Following this incident, I knew my efforts at control and suppression would not work. I finally got up the nerve to bring my wife in on my deep secret, and together we sought professional help. I still kept the fact of the sexual encounter from her, hoping I had avoided being infected by a sexually transmitted disease. The AIDS virus had not yet been identified; AIDS was called Gay Related Immune Deficiency, or GRID. I wasn?t gay, so I didn?t think I was at risk.

Transitioning In a Great Social Filter



Originally appeared in Transgender Tapestry #104, Winter 2004.

?Have you ever wondered why I have long hair??



?No. Lots of people have long hair.?



?Have you ever wondered why I have my ears pierced??



?No. Lots of guys have their ears pierced. What the hell are you getting at??



?Pete, are you going to tell me you?re gay? Get on with it already; it?s no big deal!? This from a second friend.



?Do you know what gender identity is??



?Yeah. I saw it on Oprah a while back.?



?Well, what is it, then??



?Well, ah, well, it?s how you see yourself, as a male or female?you know, like I identify myself as female and you, well, you identify yourself as male.?



?Well, that?s what I?m dealing with. Gender identity.?

Viewpoint: Why the Bailey Controversy Is Important



Originally appeared in Transgender Tapestry #104, Winter 2004.



In 1979, Boston?s Beacon Press published Janice J. Raymond?s pseudoscientific polemic The Transsexual Empire: The Making of the She-Male. Based on her Ph.D. thesis at Boston College, Raymond argued that male-to-female transsexuals (or, in her terminology, ?male-to-constructed females?), are tools of a patriarchal medical system, designed to make women obsolete.

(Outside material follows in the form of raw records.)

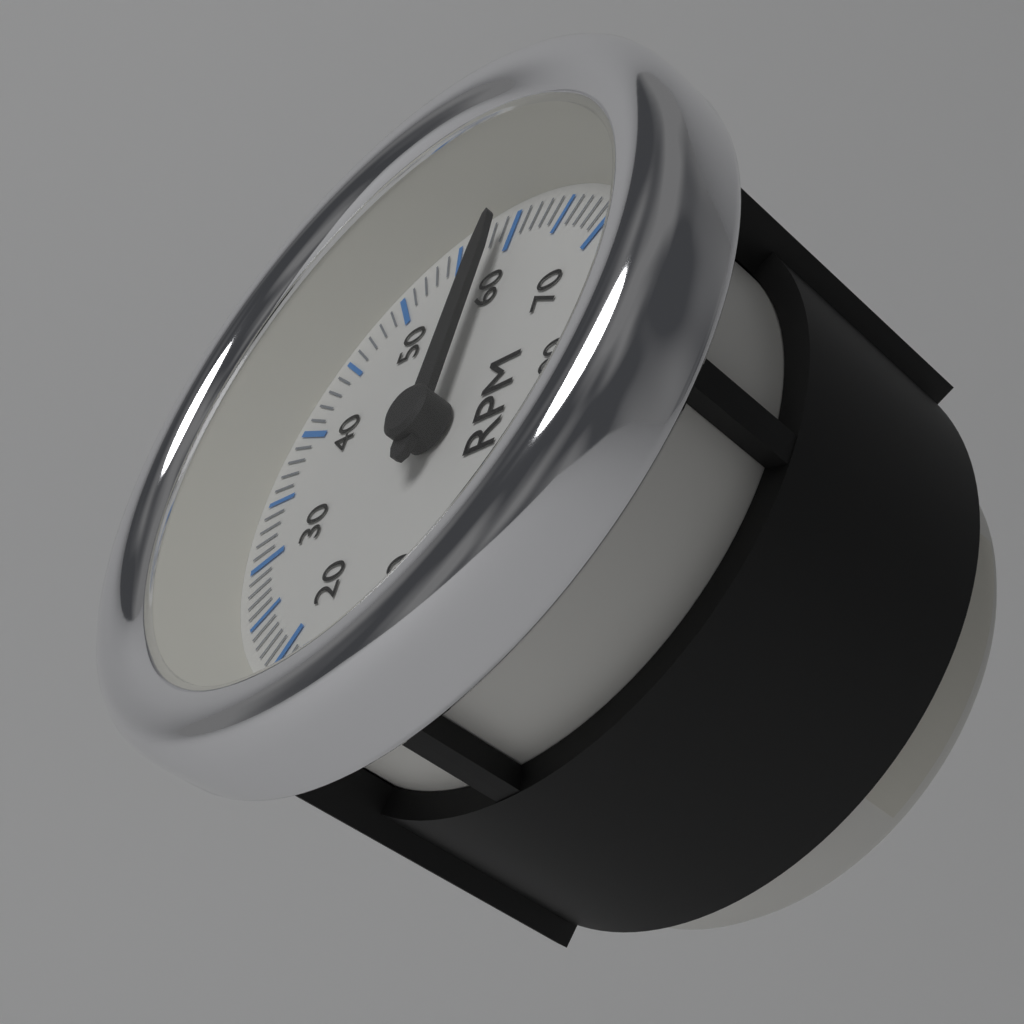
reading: 5900 RPM
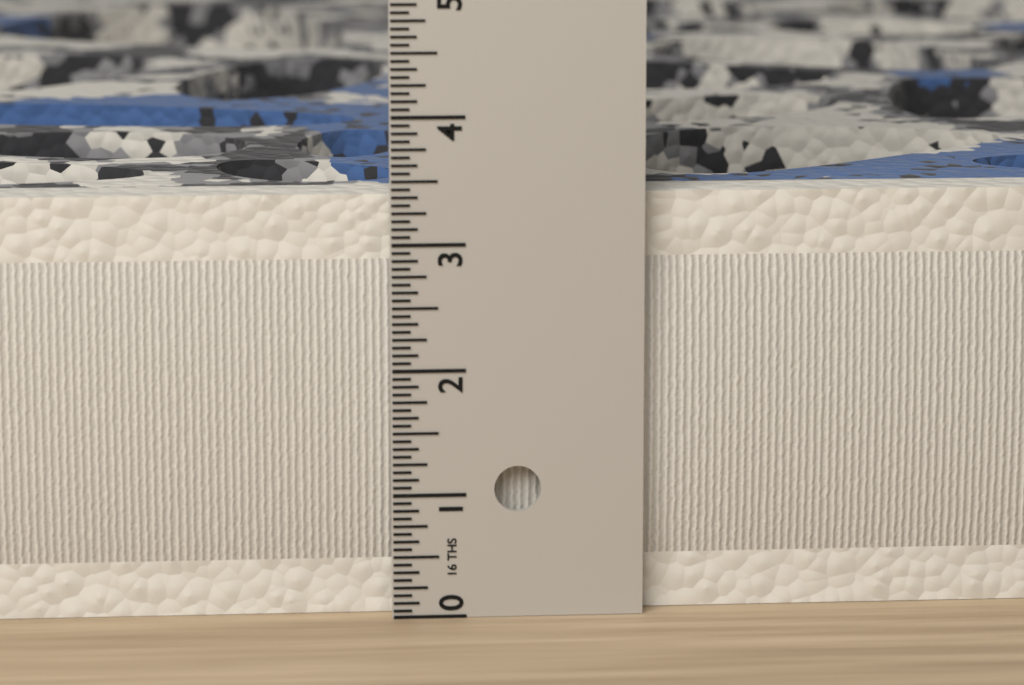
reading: 3.3750 in
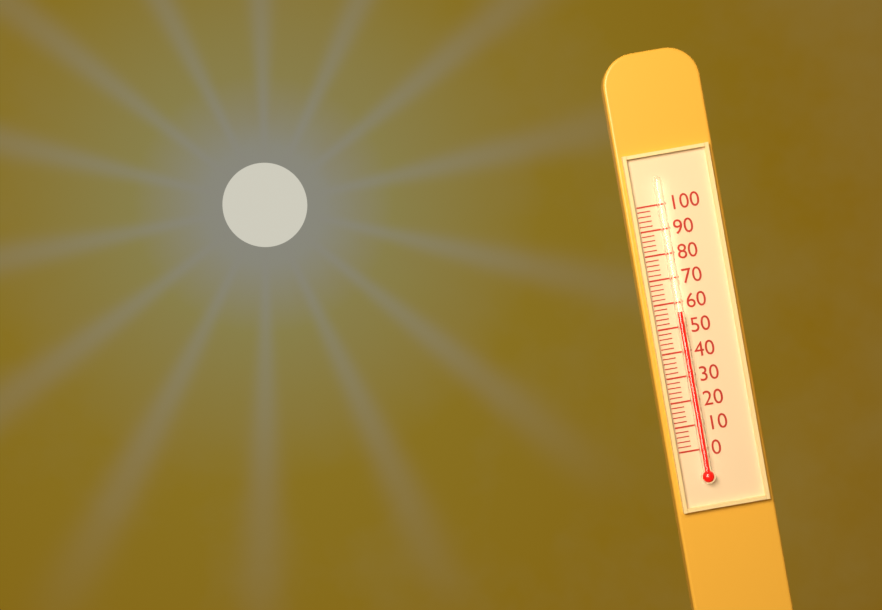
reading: 56 (no unit)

Raymond?s book appeared in the same year as a methodologically flawed and almost certainly fraudulent study by Jon Meyer and Donna Reter of Johns Hopkins University, published in the professional journal Archives of General Psychiatry. Together, these two publications?one a 200-page political manifesto masquerading as science, and one a six-page politically-motivated article which also masqueraded as science, dealt American transsexuals a blow from which they are only now recovering.